Find the line that contains "Describe the element at coordinates (486, 689)". Output it and every line after it to the end of the records, exactly as they appear.

Segment Start: Dataset excerpts

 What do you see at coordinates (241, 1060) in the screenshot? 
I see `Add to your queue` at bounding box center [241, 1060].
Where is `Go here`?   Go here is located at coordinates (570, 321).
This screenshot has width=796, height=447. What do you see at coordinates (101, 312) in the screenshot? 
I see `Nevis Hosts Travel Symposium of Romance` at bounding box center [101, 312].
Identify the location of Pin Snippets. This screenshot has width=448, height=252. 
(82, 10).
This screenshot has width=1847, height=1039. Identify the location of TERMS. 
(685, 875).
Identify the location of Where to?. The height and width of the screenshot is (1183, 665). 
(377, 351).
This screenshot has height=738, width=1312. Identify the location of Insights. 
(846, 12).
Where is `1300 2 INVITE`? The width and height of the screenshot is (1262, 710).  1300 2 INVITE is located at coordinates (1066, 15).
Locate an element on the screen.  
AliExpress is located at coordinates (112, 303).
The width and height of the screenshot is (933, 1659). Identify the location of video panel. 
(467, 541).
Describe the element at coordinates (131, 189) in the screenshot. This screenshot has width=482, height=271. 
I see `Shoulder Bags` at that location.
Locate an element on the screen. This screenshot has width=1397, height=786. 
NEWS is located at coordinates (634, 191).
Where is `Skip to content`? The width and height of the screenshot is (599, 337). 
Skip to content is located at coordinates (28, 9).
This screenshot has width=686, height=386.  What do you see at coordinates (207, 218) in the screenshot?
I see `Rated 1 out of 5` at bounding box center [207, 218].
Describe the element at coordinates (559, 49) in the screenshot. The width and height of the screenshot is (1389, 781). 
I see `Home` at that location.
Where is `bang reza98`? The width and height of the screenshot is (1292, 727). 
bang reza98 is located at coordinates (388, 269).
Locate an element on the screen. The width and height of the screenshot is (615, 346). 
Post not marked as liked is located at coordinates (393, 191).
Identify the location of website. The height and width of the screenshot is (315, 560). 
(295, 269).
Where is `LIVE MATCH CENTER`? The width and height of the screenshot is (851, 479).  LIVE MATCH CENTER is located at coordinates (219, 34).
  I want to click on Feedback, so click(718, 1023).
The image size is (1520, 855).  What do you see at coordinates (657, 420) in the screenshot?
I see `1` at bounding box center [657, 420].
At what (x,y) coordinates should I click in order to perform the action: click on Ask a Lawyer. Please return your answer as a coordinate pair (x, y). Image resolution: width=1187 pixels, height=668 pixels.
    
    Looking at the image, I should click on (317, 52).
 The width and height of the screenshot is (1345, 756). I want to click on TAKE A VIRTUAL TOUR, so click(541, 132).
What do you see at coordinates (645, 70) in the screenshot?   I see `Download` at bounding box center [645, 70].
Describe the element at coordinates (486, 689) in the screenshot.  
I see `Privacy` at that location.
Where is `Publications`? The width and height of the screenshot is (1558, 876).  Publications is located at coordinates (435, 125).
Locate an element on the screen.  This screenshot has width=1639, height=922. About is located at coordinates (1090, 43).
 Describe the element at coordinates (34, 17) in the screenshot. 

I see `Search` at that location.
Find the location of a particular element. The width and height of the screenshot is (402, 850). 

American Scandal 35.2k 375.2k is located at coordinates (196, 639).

Segment End: Dataset excerpts

Written solution
Describe the element at coordinates (486, 689) in the screenshot.  
I see `Privacy` at that location.
Where is `Publications`? The width and height of the screenshot is (1558, 876).  Publications is located at coordinates (435, 125).
Locate an element on the screen.  This screenshot has width=1639, height=922. About is located at coordinates (1090, 43).
 Describe the element at coordinates (34, 17) in the screenshot. 

I see `Search` at that location.
Find the location of a particular element. The width and height of the screenshot is (402, 850). 

American Scandal 35.2k 375.2k is located at coordinates (196, 639).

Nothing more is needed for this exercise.